One of the most important metrics in your Adwords account is your keyword quality score – a high quality score will mean that your advert will rank better and your click costs will be lower…highly beneficial when comes to online advertising.
As part of our Elite and Advanced PPC packages, we work on keyword quality score on a monthly basis to make sure our client accounts have the most visible adverts as possible based on their budget.
Google, however, have just released a white paper slightly down-playing quality score which completely contradicts how they explained it when it was first introduced!
Have a read on…
“Quality Score is a helpful diagnostic tool, not a key performance indicator,” they say. “Your Quality Score is like a warning light in a car’s engine that shows how healthy your ads and keywords are. It’s not meant to be a detailed metric that should be the focus of account management.”
But wait just a second. In Google’s own 2011 video, “What is AdWords Quality Score and Why Does It Matter?,” Quality Score sounds an awful lot more important than a blinking engine light.
Quality Score is important in order for your ads to be successful, however, QS also plays a key role in determining your ad’s position and how much you’ll pay for a click. In general, the more relevant your ad, the higher your QS – and the higher your QS, the better your position and the less you will have to pay for a click…Being successful with AdWords means getting your products or services in front of the people who are most likely to become your customers and a high Quality Score can help make that happen.
Hmm, that sure sounds important to me. We know that Quality Score plays a direct role in determining ad position, impression share, and CPC, which in turn greatly impacts the quantity and price of your conversions.
If anything, we’ve seen the significance of Quality Score increase as the average Quality Score has drifted lower over the years – the CPC savings associated with above-average Quality Score keywords is now worth up to 200 percent more than it was four years ago.
So, Quality Score isn’t a KPI? Sorry, Google – not buying it!
In their Quality Score whitepaper, Google makes it clear that mobile optimization and device targeting influence QS:
The User’s Device: Does Matter
The user’s device (laptop, tablet, smartphone, or whatever) is taken into account when ad quality is calculated.
Bottom line: Mobile ads have lower average expected CTRs than their desktop counterparts. But Google takes that into consideration when calculating the Quality Score of your keywords/ads.
I had noticed recently that even keywords with little or no clicks or impression data have assigned Quality Scores. In accounts with overall good to great performance, these scores assigned to new keywords were also high – not so with lower performing accounts. However, Google had never confirmed that related keywords, existing landing pages, or ads influenced other keywords in your account.
Now they have:
Instead of measuring new keywords from scratch, we start with info about related ads and landing pages you already have. If your related keywords, ads and landing pages are in good shape, we’ll probably continue to have a high opinion of them. Always invest in growing your coverage on relevant searches, especially in areas where your ads have the potential to be high quality.
Bottom line: You need to bring your overall account health and performance up to give your new keywords a chance. Or, alternatively, you should consider deleting the junk keywords in your account that are dragging everything else down.
In the new Insights on the AdWords Auction video released this week, Google’s chief economist Hal Varian sheds light on the weight of QS in the Ad Rank algorithm, by way of a deep dive into the impact of Ad Format.
In his sample comparison of four advertisers to demonstrate how Ad Rank is calculated, Varian uses only Low, Medium, High, and None for Quality Score and Ad Format impact in lieu of actual numbers.
However, using some basic algebra, you can solve for the different variables and essentiallyreverse engineer the weighting of the new Ad Format Impact.
Varian’s calculations in the video imply that Ad Format is – by far – the most influential factor in calculating Ad Rank.
However…
Between minutes five and six of the video, we notice that there are all sorts of discrepancies and errors in the sample calculations. His Ad Ranks don’t balance when you normalize the bids. You can see more in-depth calculations here, but this is an example of what we found:
Bottom line: The use of Ad Extensions improves the new “Ad Format Impact” variable in the AdRank calculation, but probably isn’t as influential or heavily weighted as Google suggests in the video.
Google’s version of a complete and total explanation leaves more questions than answers. Marketers should read the whitepaper, but don’t settle for the corporate line alone. Like organic search, Google wants to protect the algorithms they use in AdWords, to prevent gaming of the system. There’s always that balance between protecting what black hats will exploit and providing enough information for advertisers to effectively use the platform.
The truth is out there…but in here? Yes, but not entirely.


Tell how many lines of the data below have the string "height" in them. Say nothing more.

*** Records for this exercise ***

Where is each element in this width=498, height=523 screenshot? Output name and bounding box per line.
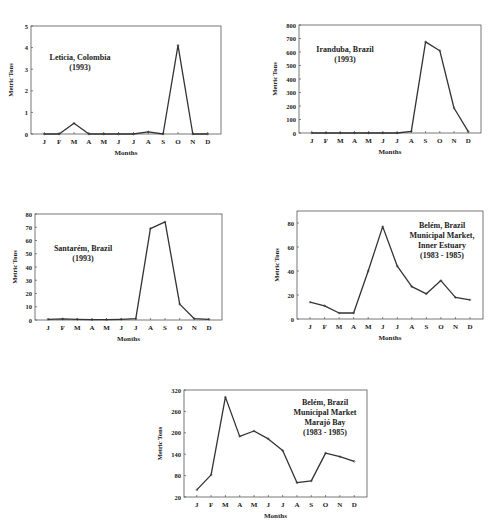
- y-tick-label: 30: [26, 277, 33, 284]
- x-tick-label: M: [71, 138, 78, 146]
- x-tick-label: J: [43, 138, 47, 146]
- chart-title-line: Belém, Brazil: [302, 398, 349, 407]
- y-tick-label: 80: [175, 472, 182, 479]
- chart-title-line: Municipal Market: [294, 408, 357, 417]
- plot-frame: [299, 25, 481, 133]
- y-tick-label: 10: [26, 303, 33, 310]
- x-tick-label: J: [195, 501, 199, 509]
- x-tick-label: F: [322, 323, 326, 331]
- x-tick-label: A: [409, 323, 414, 331]
- x-tick-label: D: [205, 138, 210, 146]
- x-tick-label: F: [57, 138, 61, 146]
- x-tick-label: A: [89, 324, 94, 332]
- chart-title-line: Marajó Bay: [304, 418, 345, 427]
- y-tick-label: 80: [26, 211, 33, 218]
- x-tick-label: N: [337, 501, 342, 509]
- x-tick-label: N: [451, 137, 456, 145]
- y-tick-label: 500: [286, 62, 296, 69]
- y-tick-label: 20: [175, 494, 182, 501]
- x-tick-label: A: [351, 323, 356, 331]
- plot-frame: [31, 26, 221, 134]
- x-tick-label: M: [74, 324, 81, 332]
- chart-santarem: 01020304050607080JFMAMJJASONDMonthsMetri…: [11, 211, 222, 344]
- y-tick-label: 200: [171, 429, 181, 436]
- x-tick-label: M: [222, 501, 229, 509]
- chart-title-line: (1993): [69, 63, 91, 72]
- y-tick-label: 50: [26, 250, 33, 257]
- y-tick-label: 5: [25, 23, 29, 30]
- x-tick-label: M: [365, 323, 372, 331]
- figure-canvas: 012345JFMAMJJASONDMonthsMetric TonsLetic…: [0, 0, 498, 523]
- x-tick-label: D: [352, 501, 357, 509]
- x-tick-label: O: [175, 138, 181, 146]
- x-tick-label: D: [206, 324, 211, 332]
- x-tick-label: J: [281, 501, 285, 509]
- y-tick-label: 600: [286, 49, 296, 56]
- chart-title-line: Belém, Brazil: [419, 221, 466, 230]
- y-tick-label: 0: [29, 317, 32, 324]
- x-tick-label: A: [146, 138, 151, 146]
- x-tick-label: M: [365, 137, 372, 145]
- x-tick-label: J: [310, 137, 314, 145]
- x-tick-label: A: [237, 501, 242, 509]
- x-tick-label: O: [438, 323, 444, 331]
- x-tick-label: O: [437, 137, 443, 145]
- x-tick-label: M: [336, 323, 343, 331]
- x-axis-label: Months: [379, 334, 402, 342]
- y-tick-label: 40: [288, 268, 295, 275]
- x-axis-label: Months: [379, 148, 402, 156]
- x-tick-label: J: [395, 137, 399, 145]
- x-tick-label: J: [267, 501, 271, 509]
- x-tick-label: A: [352, 137, 357, 145]
- x-tick-label: J: [134, 324, 138, 332]
- x-tick-label: J: [308, 323, 312, 331]
- x-tick-label: J: [132, 138, 136, 146]
- y-tick-label: 800: [286, 22, 296, 29]
- x-tick-label: D: [467, 323, 472, 331]
- chart-title-line: Leticia, Colombia: [50, 53, 111, 62]
- y-tick-label: 1: [25, 109, 28, 116]
- x-tick-label: N: [190, 138, 195, 146]
- x-tick-label: M: [337, 137, 344, 145]
- y-tick-label: 300: [286, 89, 296, 96]
- chart-leticia: 012345JFMAMJJASONDMonthsMetric TonsLetic…: [7, 23, 221, 158]
- x-tick-label: A: [294, 501, 299, 509]
- x-tick-label: O: [177, 324, 183, 332]
- y-tick-label: 700: [286, 35, 296, 42]
- x-tick-label: A: [409, 137, 414, 145]
- chart-belem-inner-estuary: 020406080JFMAMJJASONDMonthsMetric TonsBe…: [273, 211, 483, 342]
- x-tick-label: S: [424, 323, 428, 331]
- y-tick-label: 200: [286, 103, 296, 110]
- chart-title-line: (1983 - 1985): [303, 428, 347, 437]
- y-tick-label: 320: [171, 387, 181, 394]
- chart-title-line: (1993): [72, 254, 94, 263]
- x-tick-label: A: [86, 138, 91, 146]
- y-tick-label: 260: [171, 408, 181, 415]
- y-axis-label: Metric Tons: [11, 250, 18, 284]
- x-tick-label: J: [396, 323, 400, 331]
- x-tick-label: F: [209, 501, 213, 509]
- data-series-line: [48, 222, 209, 320]
- x-tick-label: J: [381, 323, 385, 331]
- x-tick-label: S: [163, 324, 167, 332]
- y-tick-label: 0: [291, 316, 294, 323]
- x-tick-label: J: [119, 324, 123, 332]
- x-tick-label: M: [251, 501, 258, 509]
- x-axis-label: Months: [115, 149, 138, 157]
- x-axis-label: Months: [264, 512, 287, 520]
- x-tick-label: M: [100, 138, 107, 146]
- x-tick-label: F: [61, 324, 65, 332]
- x-tick-label: J: [117, 138, 121, 146]
- y-axis-label: Metric Tons: [273, 248, 280, 282]
- y-tick-label: 3: [25, 66, 29, 73]
- y-tick-label: 60: [26, 237, 33, 244]
- chart-title-line: Municipal Market,: [410, 231, 475, 240]
- chart-title-line: Inner Estuary: [418, 241, 466, 250]
- x-tick-label: O: [323, 501, 329, 509]
- x-tick-label: A: [148, 324, 153, 332]
- x-tick-label: S: [424, 137, 428, 145]
- chart-title-line: Santarém, Brazil: [54, 244, 113, 253]
- x-tick-label: D: [466, 137, 471, 145]
- y-tick-label: 70: [26, 224, 33, 231]
- y-tick-label: 400: [286, 76, 296, 83]
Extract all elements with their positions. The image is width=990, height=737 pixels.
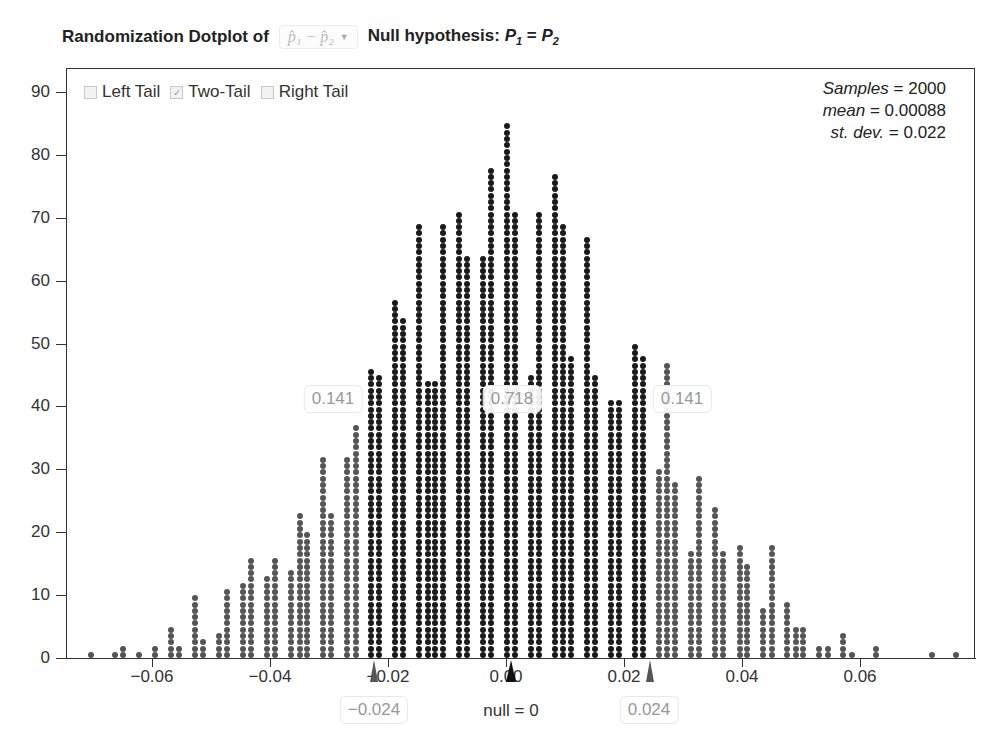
dot — [464, 388, 470, 394]
dot — [353, 576, 359, 582]
dot — [432, 388, 438, 394]
dot — [608, 602, 614, 608]
left-tail-checkbox[interactable]: Left Tail — [84, 82, 160, 102]
dot — [536, 539, 542, 545]
dot — [425, 425, 431, 431]
dot — [528, 583, 534, 589]
dot — [688, 627, 694, 633]
dot — [425, 602, 431, 608]
dot — [528, 558, 534, 564]
hypothesis-lhs: P1 — [505, 26, 522, 45]
dot — [640, 564, 646, 570]
dot — [608, 539, 614, 545]
dot — [552, 218, 558, 224]
dot — [136, 652, 142, 658]
dot — [536, 652, 542, 658]
dot — [664, 652, 670, 658]
dot — [512, 633, 518, 639]
dot — [480, 363, 486, 369]
dot — [592, 558, 598, 564]
dot — [560, 344, 566, 350]
dot — [376, 495, 382, 501]
dot — [480, 633, 486, 639]
dot — [528, 627, 534, 633]
dot — [504, 646, 510, 652]
dot — [304, 627, 310, 633]
dot — [512, 300, 518, 306]
dot — [552, 633, 558, 639]
dot — [488, 168, 494, 174]
dot — [512, 375, 518, 381]
dot — [552, 262, 558, 268]
dot — [272, 646, 278, 652]
right-cutoff-value[interactable]: 0.024 — [620, 696, 679, 724]
dot — [720, 646, 726, 652]
dot — [552, 363, 558, 369]
dot — [425, 539, 431, 545]
right-tail-checkbox[interactable]: Right Tail — [261, 82, 349, 102]
dot — [552, 174, 558, 180]
dot — [425, 488, 431, 494]
dot — [737, 545, 743, 551]
dot — [608, 432, 614, 438]
dot — [737, 583, 743, 589]
dot — [297, 646, 303, 652]
dot — [737, 564, 743, 570]
left-cutoff-value[interactable]: −0.024 — [340, 696, 408, 724]
dot — [464, 281, 470, 287]
dot — [304, 558, 310, 564]
dot — [416, 476, 422, 482]
dot — [425, 627, 431, 633]
dot — [552, 432, 558, 438]
dot — [568, 564, 574, 570]
dot — [696, 602, 702, 608]
dot — [640, 520, 646, 526]
right-cutoff-handle[interactable] — [646, 660, 654, 682]
dot — [425, 495, 431, 501]
dot — [464, 407, 470, 413]
dot — [392, 363, 398, 369]
dot — [425, 551, 431, 557]
dot — [376, 451, 382, 457]
dot — [584, 539, 590, 545]
dot — [464, 325, 470, 331]
dot — [568, 602, 574, 608]
dot — [672, 646, 678, 652]
dot — [488, 495, 494, 501]
dot — [425, 570, 431, 576]
dot — [552, 652, 558, 658]
dot — [504, 608, 510, 614]
dot — [353, 526, 359, 532]
dot — [552, 564, 558, 570]
dot — [353, 457, 359, 463]
null-hypothesis: Null hypothesis: P1 = P2 — [368, 26, 559, 47]
dot — [480, 501, 486, 507]
dot — [688, 602, 694, 608]
left-cutoff-handle[interactable] — [370, 660, 378, 682]
dot — [320, 501, 326, 507]
dot — [376, 646, 382, 652]
dot — [480, 520, 486, 526]
dot — [488, 193, 494, 199]
y-tick — [56, 344, 66, 345]
dot — [584, 589, 590, 595]
dot — [416, 558, 422, 564]
two-tail-checkbox[interactable]: ✓ Two-Tail — [170, 82, 250, 102]
dot — [552, 300, 558, 306]
dot — [536, 564, 542, 570]
dot — [584, 306, 590, 312]
dot — [552, 495, 558, 501]
dot — [264, 652, 270, 658]
statistic-selector[interactable]: p̂₁ − p̂₂ ▼ — [279, 25, 358, 49]
x-tick — [624, 659, 625, 667]
dot — [504, 237, 510, 243]
dot — [392, 457, 398, 463]
dot — [464, 451, 470, 457]
dot — [632, 388, 638, 394]
dot — [400, 363, 406, 369]
dot — [353, 444, 359, 450]
dot — [353, 520, 359, 526]
dot — [264, 589, 270, 595]
dot — [592, 602, 598, 608]
dot — [248, 602, 254, 608]
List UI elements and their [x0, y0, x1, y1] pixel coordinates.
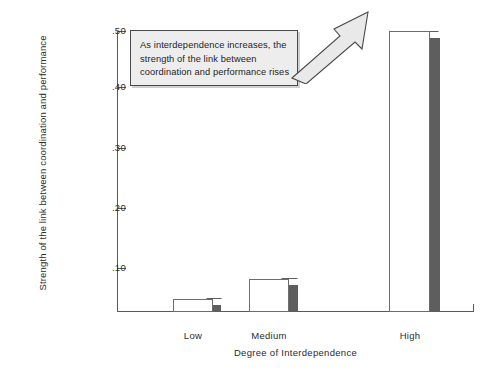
y-tick-40: .40: [76, 87, 126, 88]
bar-shadow-medium: [289, 285, 298, 312]
y-axis-title: Strength of the link between coordinatio…: [37, 51, 48, 291]
bar-low: [173, 299, 213, 312]
y-tick-10: .10: [76, 268, 126, 269]
x-axis-title: Degree of Interdependence: [117, 347, 474, 358]
annotation-callout-text: As interdependence increases, the streng…: [140, 39, 292, 80]
annotation-line-1: As interdependence increases, the: [140, 39, 292, 53]
y-tick-30: .30: [76, 148, 126, 149]
bar-high: [389, 31, 430, 312]
annotation-line-3: coordination and performance rises: [140, 66, 292, 80]
bar-shadow-low: [213, 305, 221, 312]
y-tick-20: .20: [76, 208, 126, 209]
y-tick-label-40: .40: [92, 81, 126, 92]
y-tick-label-50: .50: [92, 25, 126, 36]
bar-shadow-high: [430, 38, 440, 312]
category-label-high: High: [355, 330, 465, 341]
annotation-callout-box: As interdependence increases, the streng…: [130, 30, 298, 86]
annotation-arrow-icon: [290, 8, 380, 84]
y-tick-label-30: .30: [92, 142, 126, 153]
y-tick-50: .50: [76, 31, 126, 32]
y-tick-label-10: .10: [92, 262, 126, 273]
x-axis-end-cap: [473, 304, 474, 312]
annotation-line-2: strength of the link between: [140, 53, 292, 67]
category-label-medium: Medium: [214, 330, 324, 341]
chart-figure: .50 .40 .30 .20 .10 Strength of the link…: [0, 0, 492, 379]
bar-medium: [249, 279, 289, 312]
y-tick-label-20: .20: [92, 202, 126, 213]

*** End of Records for this exercise ***

■ Written solution
2